Under a plan accepted by the Iraqi government as well as the top two American authorities in Iraq—Ambassador Ryan Crocker and Gen. David Petraeus—the U.S. military will transfer control of Anbar to provincial authorities in March, followed by a ceremony in April, Gaskin said.

“We all agree that, based on the requirements, Anbar will be ready by that time,” Gaskin said, speaking from his Multi-National Force West headquarters in Fallujah, about 25 west of Baghdad.

The return of security control to Iraqi authorities in March does not mean U.S. troops will leave Anbar. Two Marine battalions, numbering roughly 1,500 troops, that were sent as part of the 2007 buildup are due to leave Anbar in about May, Gaskin said. But he would not forecast any additional cutbacks.

U.S. forces will remain in Anbar, for the time being, as partners with Iraq’s army and police.

. . . Visiting Iraqi Defense Minister Abdul-Qader al-Obeidi, appearing with Gates, also mentioned the turnaround in Anbar.
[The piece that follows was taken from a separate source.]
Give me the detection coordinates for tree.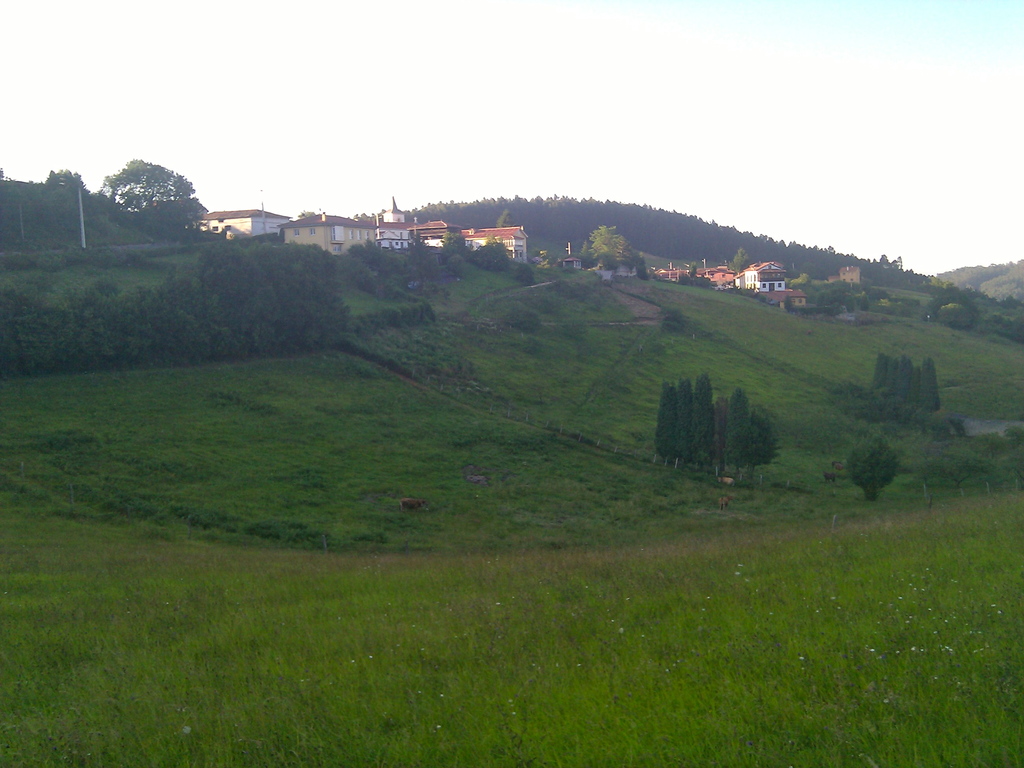
(840,442,893,506).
He asserted that the situation has improved to the point where Iraqi forces are able to fight on their own, although that is a view not shared by U.S. commanders.
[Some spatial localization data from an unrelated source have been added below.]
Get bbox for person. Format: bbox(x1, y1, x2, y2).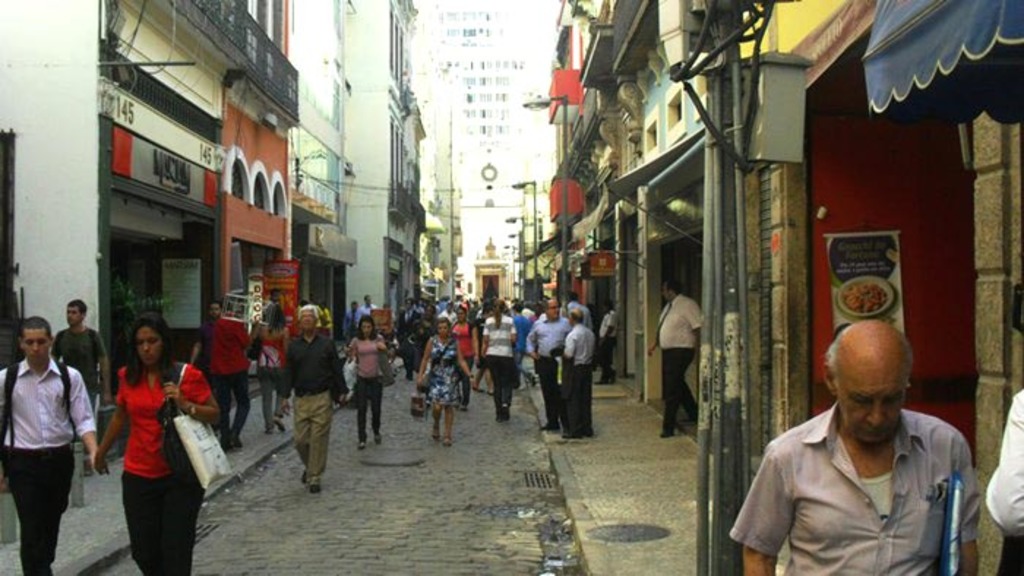
bbox(645, 273, 704, 436).
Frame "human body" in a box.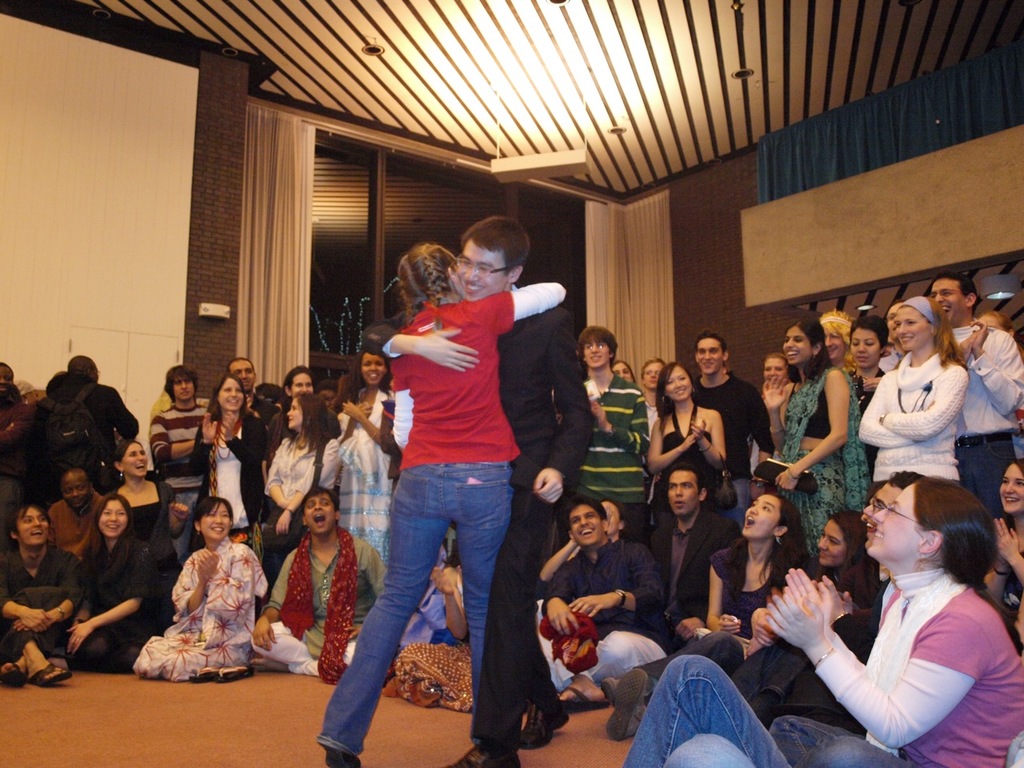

“I can say that the Anbar province, which was the hottest area of Iraq, does not now need any (U.S.) forces because the (number) of the attacks is now zero for months now, the Iraqi minister said, speaking through an interpreter.

As recently as 18 months ago Anbar was the central stronghold of al- Qaida in Iraq, the shadowy insurgent group that U.S. officials say is largely led by foreign terrorists but populated mainly by Iraqis.

What recently has developed into a broad-based backlash against al- Qaida among Iraq’s Sunni Arab community began in Anbar in late 2006. Americans recruited Sunni sheiks to help oust al-Qaida from their home turf, and the movement spread to former militants who once fought U.S. and Iraqi soldiers.

Gaskin, who is scheduled to return to his home base at Camp Lejeune, N.C., in February when he is replaced by Marine Maj. Gen. John Kelly from Camp Pendleton, Calif., arrived in Anbar in February 2007. That was a turning point in the security situation in the provincial capital of Ramadi. The city is now largely pacified—a state of affairs that few would have predicted a year ago.

Referring to the decision to return all of Anbar to Iraqi provincial control in March, Gaskin, recalling the unsettled situation he faced when first arriving, said, “I didn’t expect it to happen so fast.”